Discus This is the sixth Orchestra Of The Upper Atmosphere release in ten or so years, and the distant adventures on which they embark are always welcome. Still an eight-piece, Theta Six finds the ensemble distilling their ideas into shorter pieces, although where some of them end and some of them start is not always so obvious. But the essence of spatial exploration and yearning for ways to […]
They were recorded live at the NRK Studio and in places you can hear the appreciative audience. The list of personnel for Kork amounts to forty or so and that is players alone; so you would imagine that their sheer numbers would overwhelm the trio, but thankfully there is an incredible subtlety as well as variation to their additions which enhance and, if anything, draw fresh thoughts from Rymden.
The fact that this long gestation has neither disrupted the flow nor knocked them off course says a lot about the trio’s interaction, their ability to lock together and ride a groove to its inevitable conclusion; because for all the talk of consciously unfashionable, this music still rocks and maintains a momentum that surfs right through the album.

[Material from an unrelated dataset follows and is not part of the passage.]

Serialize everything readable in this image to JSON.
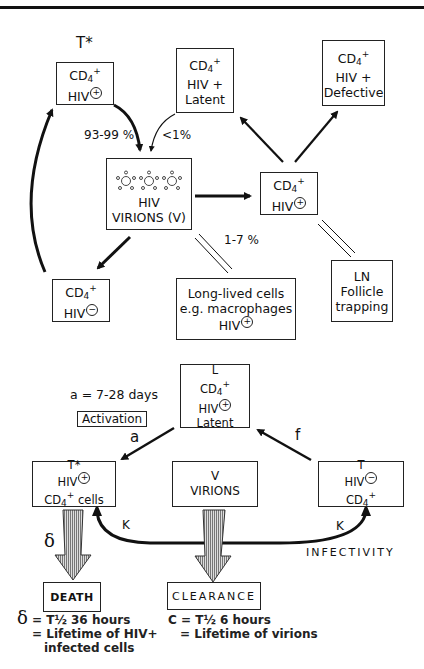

There is a dreamy quality to his sax playing on Balans and the opening track feels like an introduction to an inner world. Synth tones drift in a similar romantic Angelo Badalamenti vein. There is distance to the piano; but all is welcoming, even the soft flutter of the percussion. There is intimacy here, close-up sounds evolving just for you, a soft air of someone with something special to show.
It’s hard to believe both these albums — which first appeared as unearthed archive material as part of Faust‘s epic 1971-1974 boxed set in 2021 — stem from the early seventies; they feel so startlingly modern, totally out of touch (in the best way possible) with the music of the time.

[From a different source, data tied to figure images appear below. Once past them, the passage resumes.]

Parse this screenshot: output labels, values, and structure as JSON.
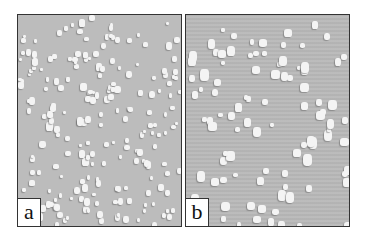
{
  "figure": {
    "panels": [
      {
        "id": "a",
        "label": "a",
        "description": "Grey surface with dense small white particles"
      },
      {
        "id": "b",
        "label": "b",
        "description": "Grey surface with sparser, larger white particles"
      }
    ]
  },
  "colors": {
    "background": "#ffffff",
    "panel_a_surface": "#bcbcbc",
    "panel_b_surface": "#b9b9b9",
    "particle": "#f4f4f4",
    "border": "#333333"
  }
}
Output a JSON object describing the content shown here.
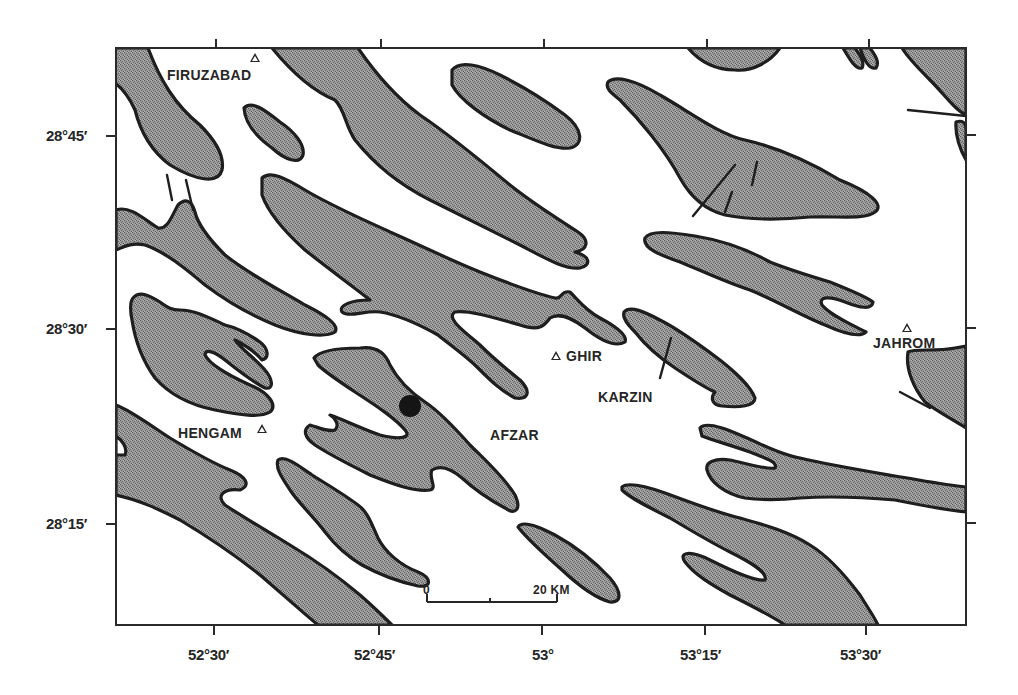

Although you could locate R.Dyer’s musical world in the eerie folktronica of their contemporaries, I'm most reminded of Pram, post-rock’s contrary Brummie blatter-fiends. The kitchen-sink orchestrations, the macro-micro focus, the sense of a universe both galactic and mundane, not to mention the theremins, clarinets, microtonal slippage, and musical saws.
The synth and organ sounds vary greatly across the tracks and at some points sound like children's cartoon effects, while in other there is an almost sepulchral grandeur. The drums tend to shimmer in the background, gently propelling but never overstepping and the first side is over in no time; four tracks in ten minutes or so.